Required action ▸ In the entries below, find the line with "Locate an element on the screen." and the line with "pyautogui.click(x=<x>, y=<y>)"; copy them and every line between them exactly, but not the pictures.

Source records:
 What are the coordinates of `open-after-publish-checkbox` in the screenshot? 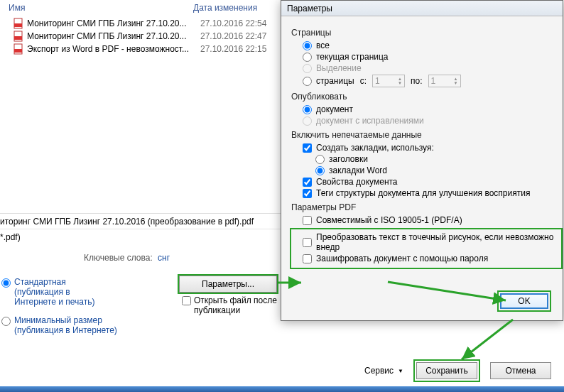 It's located at (186, 301).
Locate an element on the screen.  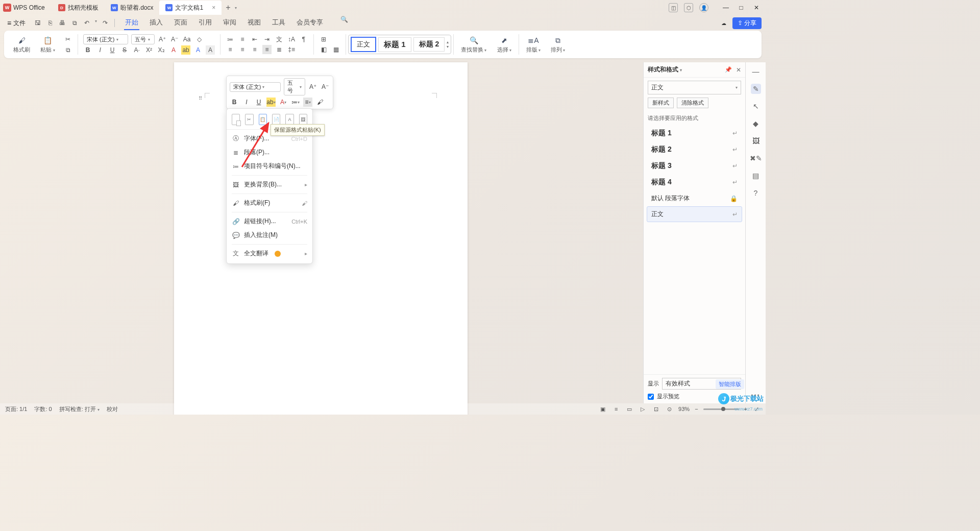
tab-doc-2: W 文字文稿1 × is located at coordinates (190, 8).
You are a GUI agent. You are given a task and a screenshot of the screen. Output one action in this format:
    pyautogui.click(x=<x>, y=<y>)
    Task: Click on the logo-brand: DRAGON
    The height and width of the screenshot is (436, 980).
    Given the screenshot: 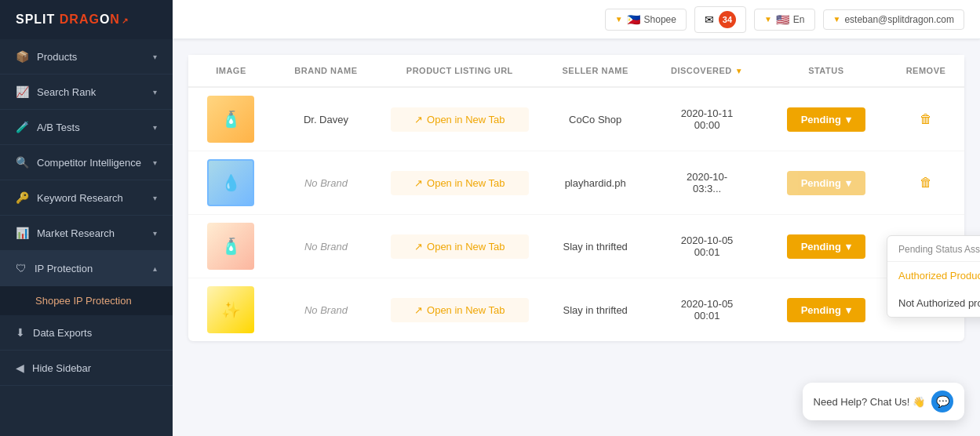 What is the action you would take?
    pyautogui.click(x=89, y=19)
    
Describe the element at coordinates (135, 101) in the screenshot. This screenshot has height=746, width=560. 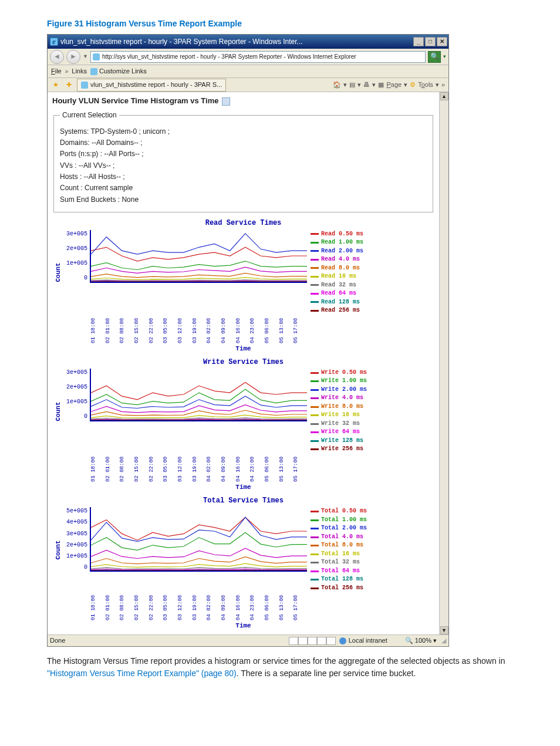
I see `report-title: Hourly VLUN Service Time Histogram vs Ti…` at that location.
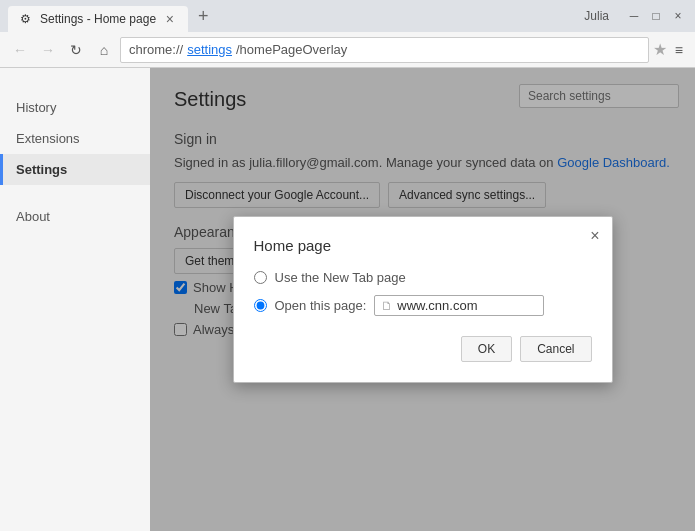 The image size is (695, 531). Describe the element at coordinates (260, 278) in the screenshot. I see `new-tab-radio` at that location.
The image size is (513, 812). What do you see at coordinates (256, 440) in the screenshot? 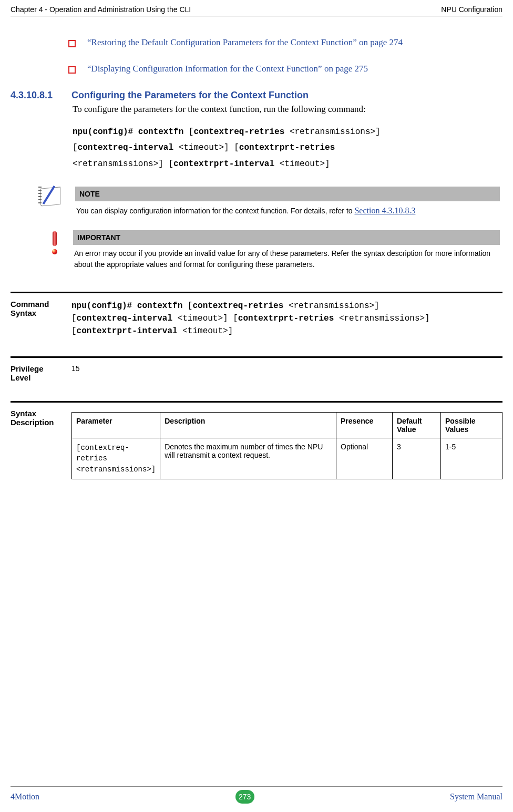
I see `syntax-description-block: Syntax Description Parameter Description…` at bounding box center [256, 440].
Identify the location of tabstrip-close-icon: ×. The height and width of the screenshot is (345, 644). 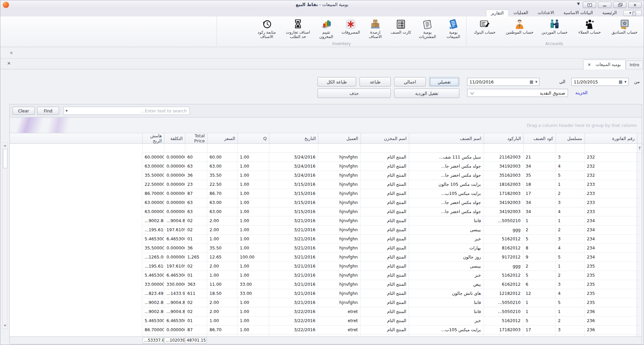
(9, 63).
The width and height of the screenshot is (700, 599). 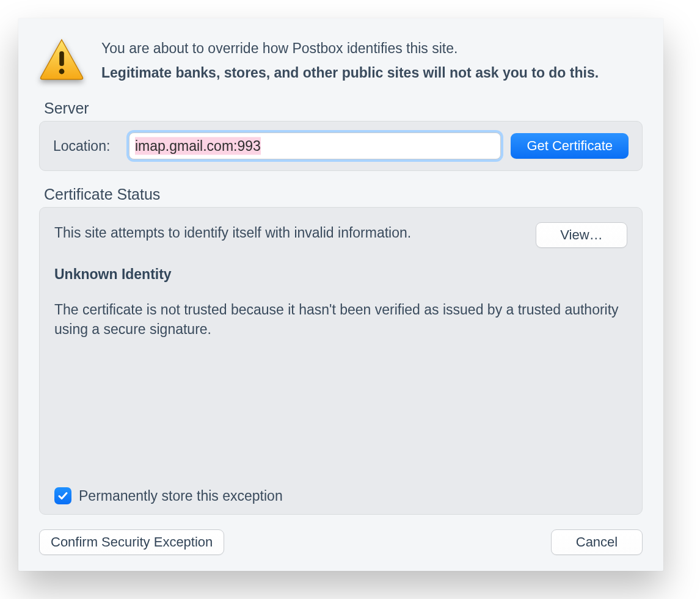 What do you see at coordinates (372, 49) in the screenshot?
I see `intro-line-1: You are about to override how Postbox id…` at bounding box center [372, 49].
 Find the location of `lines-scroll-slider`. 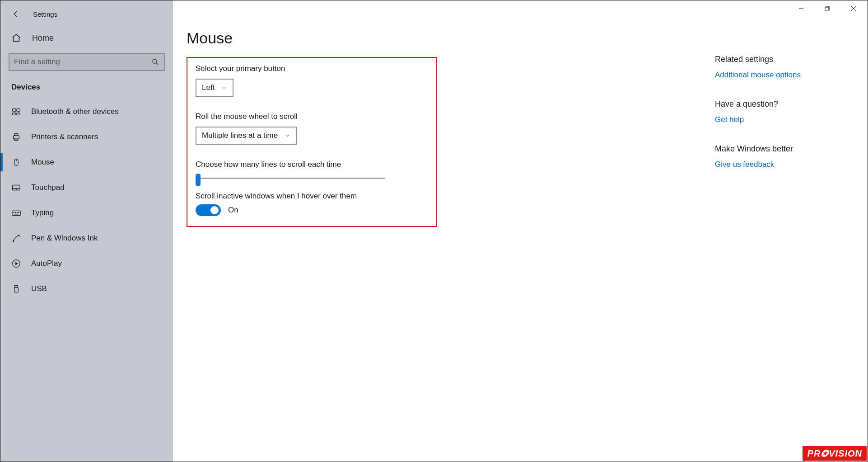

lines-scroll-slider is located at coordinates (290, 178).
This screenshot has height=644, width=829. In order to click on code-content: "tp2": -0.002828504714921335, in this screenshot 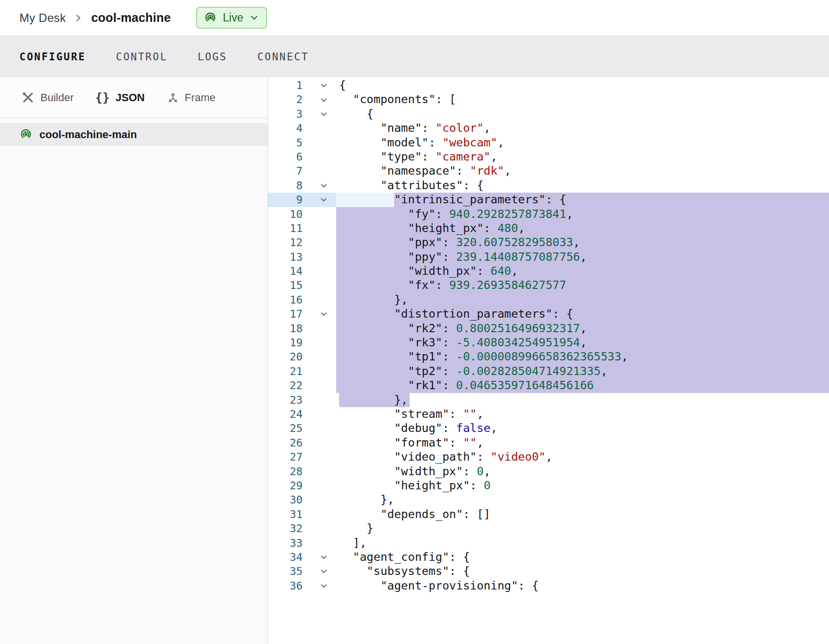, I will do `click(583, 372)`.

Answer space ▸
Locate an element on the screen.  
tab-doc-2: W 文字文稿1 × is located at coordinates (190, 8).
You are a GUI agent. You are given a task and a screenshot of the screen. Output one action in this format:
    pyautogui.click(x=<x>, y=<y>)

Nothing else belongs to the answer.